The paper demonstrates the practical benefit of this learned structure for transfer learning:

  1. Downstream Task: Consider a new classification task with the same group sparsity pattern (jj^* is the same) but potentially different data distribution (sub-Gaussian features, linear separability margin γ\gamma).
  2. Fine-tuning: Initialize a new model with the pre-trained $\Wb^{(T^*)}$ (denoted $\tilde{\Wb}^{(0)}$) and $\tilde{\vb}^{(0)}=\mathbf{0}$. Fine-tune using online SGD on nn samples from the downstream task.
  3. Improved Sample Complexity: The average prediction error on the downstream task is bounded by O~(d+Dnγ2)\tilde{O}\left(\frac{d+D}{n\gamma^2}\right).

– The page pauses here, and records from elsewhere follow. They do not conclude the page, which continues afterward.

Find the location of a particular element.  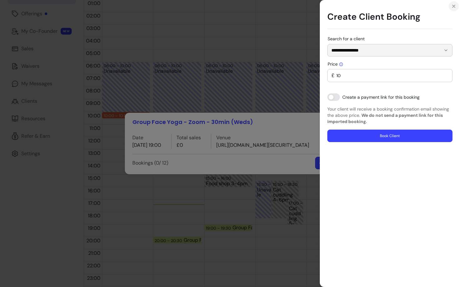

input: Search for a client is located at coordinates (386, 50).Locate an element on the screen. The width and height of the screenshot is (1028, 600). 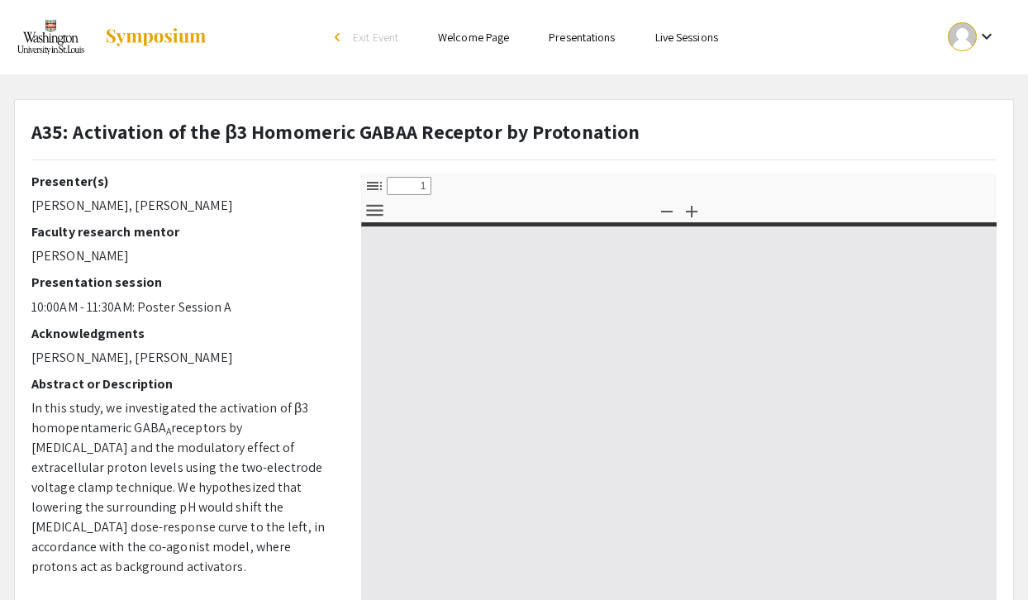
p: In this study, we investigated the activation of β3 homopentameric GABA receptors by [MEDICAL_DAT... is located at coordinates (183, 487).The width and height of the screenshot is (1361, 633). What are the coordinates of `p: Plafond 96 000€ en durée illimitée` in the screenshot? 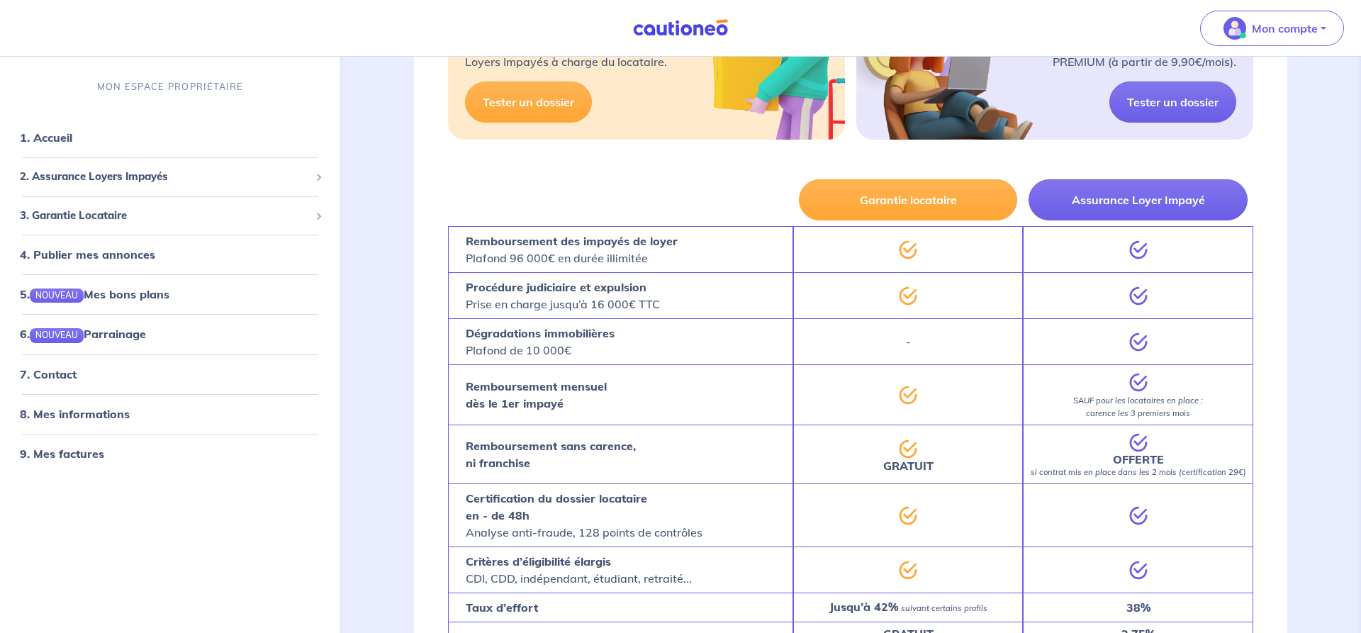 It's located at (571, 250).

This is significantly better than the Ω(dDnγ2)\Omega\left(\frac{dD}{n\gamma^2}\right) sample complexity required for a standard linear classifier trained on the full d×Dd \times D vectorized features, demonstrating the efficiency gained by reusing the learned variable selection mechanism.

Implementation Considerations & Practical Implications

  • Architecture Choice: The simplified one-layer architecture with a combined QK matrix and a value vector is amenable to theoretical analysis. Real-world applications might use standard Transformer blocks, but the core principle of attention learning structure could still apply.
  • Initialization: Zero initialization is crucial for the theoretical analysis. Practical Transformers often use specific initialization schemes (like Xavier/He), but the paper shows learning is possible from zero.
  • Optimization: Gradient descent is shown to work. The analysis uses population loss (infinite data), but experiments show similar behavior with SGD on finite datasets.
  • Positional Encoding: The specific orthogonal sinusoidal encoding facilitates the analysis. Other encodings might work but could change the learned structure of $\Wb_{2,2}$.
  • Benefit of Pre-training: The transfer learning result highlights a key benefit: pre-training on tasks with inherent structure (like group sparsity) allows the Transformer to learn efficient representations (focusing attention) that significantly accelerate learning on similar downstream tasks, requiring fewer samples.
  • Variable Selection: This work provides theoretical backing for the intuition that attention mechanisms can perform feature/variable selection, identifying and focusing on the most relevant parts of the input sequence.

Experiments

Numerical experiments on synthetic data confirm the theoretical predictions: loss converges, the value vector aligns, and the attention matrix correctly focuses on the jj^*-th group. Experiments on a modified CIFAR-10 task (embedding real images into noisy patches) further validate that the mechanism works on more complex, real-world-like data and that the model can identify the correct patch (jj^*) containing the true image, achieving good classification accuracy. High-dimensional experiments (d=100,D=100d=100, D=100) also show successful learning and attention focusing.